Friday, April 28, 2023

Working with Daddy

Long before Take Your Daughter to Work Day (Now Take Our Daughters and Sons to Work Day) became a thing, one of the biggest events of my summer was the day my father took me to “the office.” I am not sure how the yearly event came about. Maybe my mother needed a day alone with me out of the house or maybe my father thought experiencing office life would be good for me. I don't actually know at what age he began taking me or how long the tradition lasted, but I know I was in elementary school when it started. I remember being in a body that was very small for the furniture. When I grew large enough to fit at a desk, I actually worked for pay for four or five summers. 

As an unpaid employee, my principle job was running numbers on an old-fashioned adding machine - probably unnecessarily. Nonetheless, I did learn something that helped me throughout my life. If your total is a penny off, you inverted two numbers somewhere. I never learned that trick anywhere else. 

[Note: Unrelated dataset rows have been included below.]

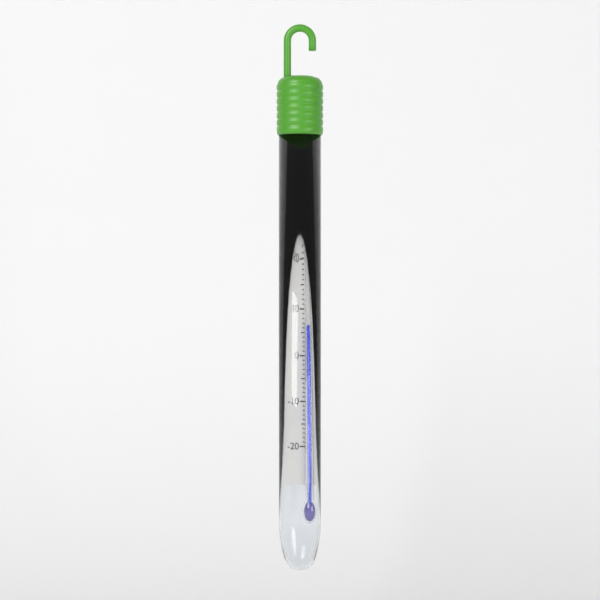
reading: 7 °C
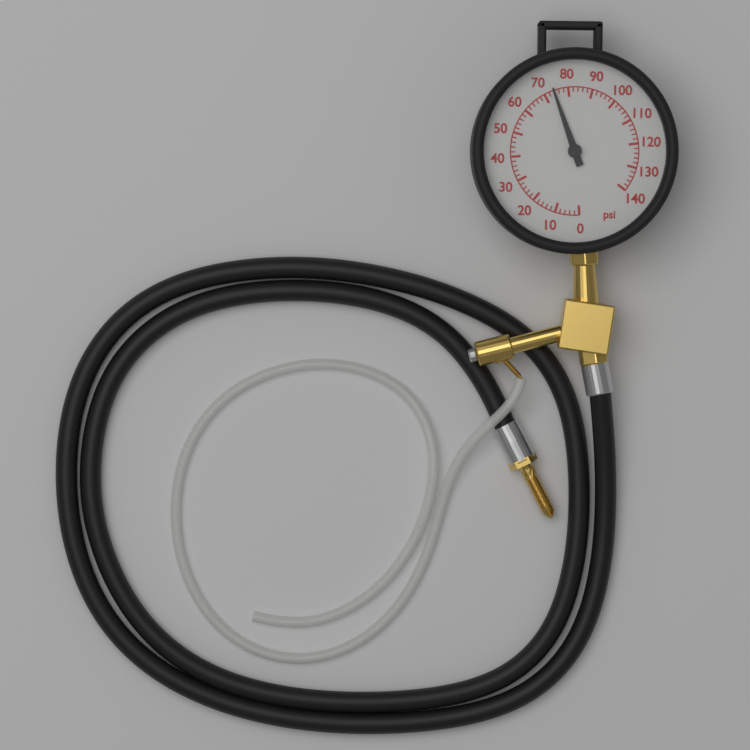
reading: 74 psi
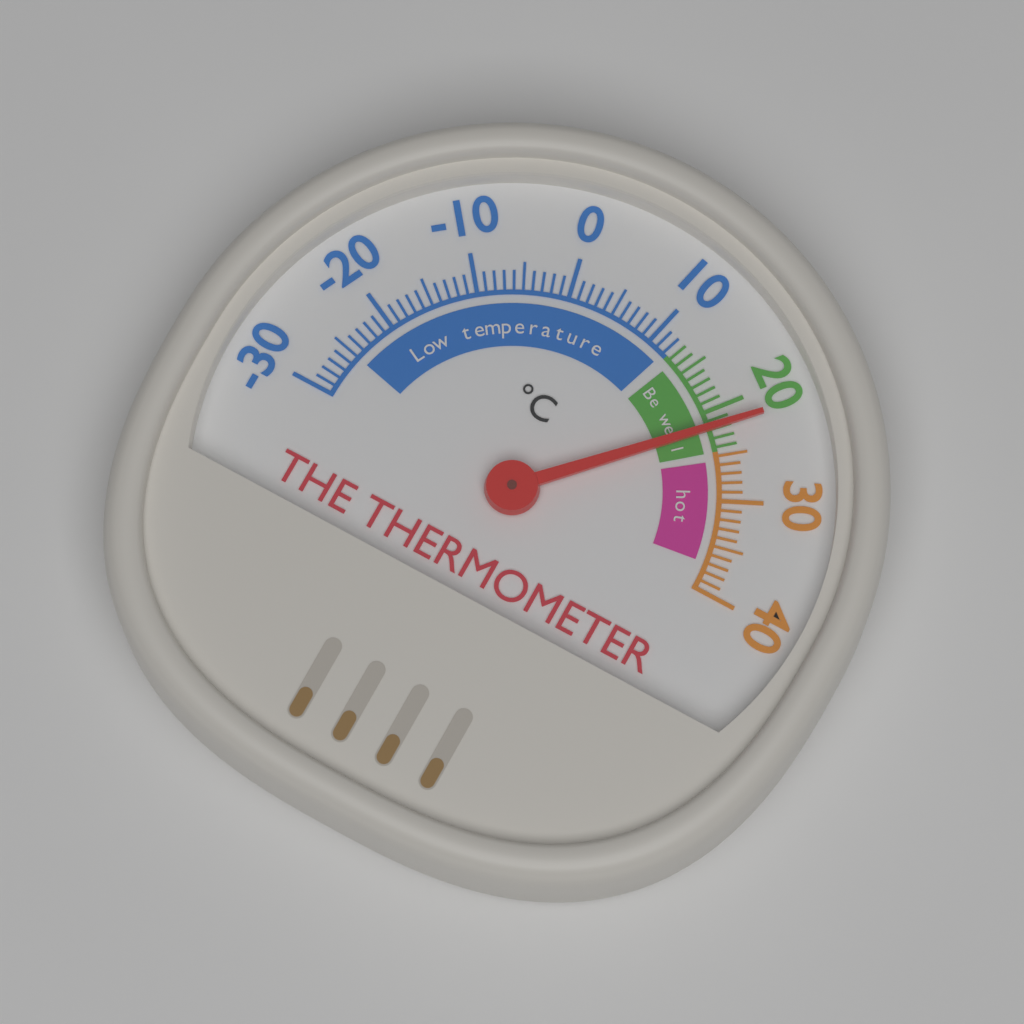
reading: 22 °C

I also learned that coffee breaks were important. Many of the executive staff - friends and golfing buddies - walked a block or two to meet at the greasy spoon every morning. I thought that was the restaurant name, not the category. I don’t remember what I ordered but I enjoyed the tradition a lot. The men (only men in those days) tolerated me with kindness.

After our break, I returned to the big table in my father’s office probably to put papers in alphabetical order for filing. And, then it was time for lunch.

Lunch was usually a more formal affair, a traditional business lunch minus the martinis that were often on the menu in that era.

After lunch, I spent some time “helping” a very kind woman at the switchboard - another archaic skill. But learning skills wasn’t the objective. Spending time was. 

I suspect we “worked” a short day. My father always wanted to beat the rush hour traffic. Besides, he needed to get home for cocktail hour with my mother. It was a different time.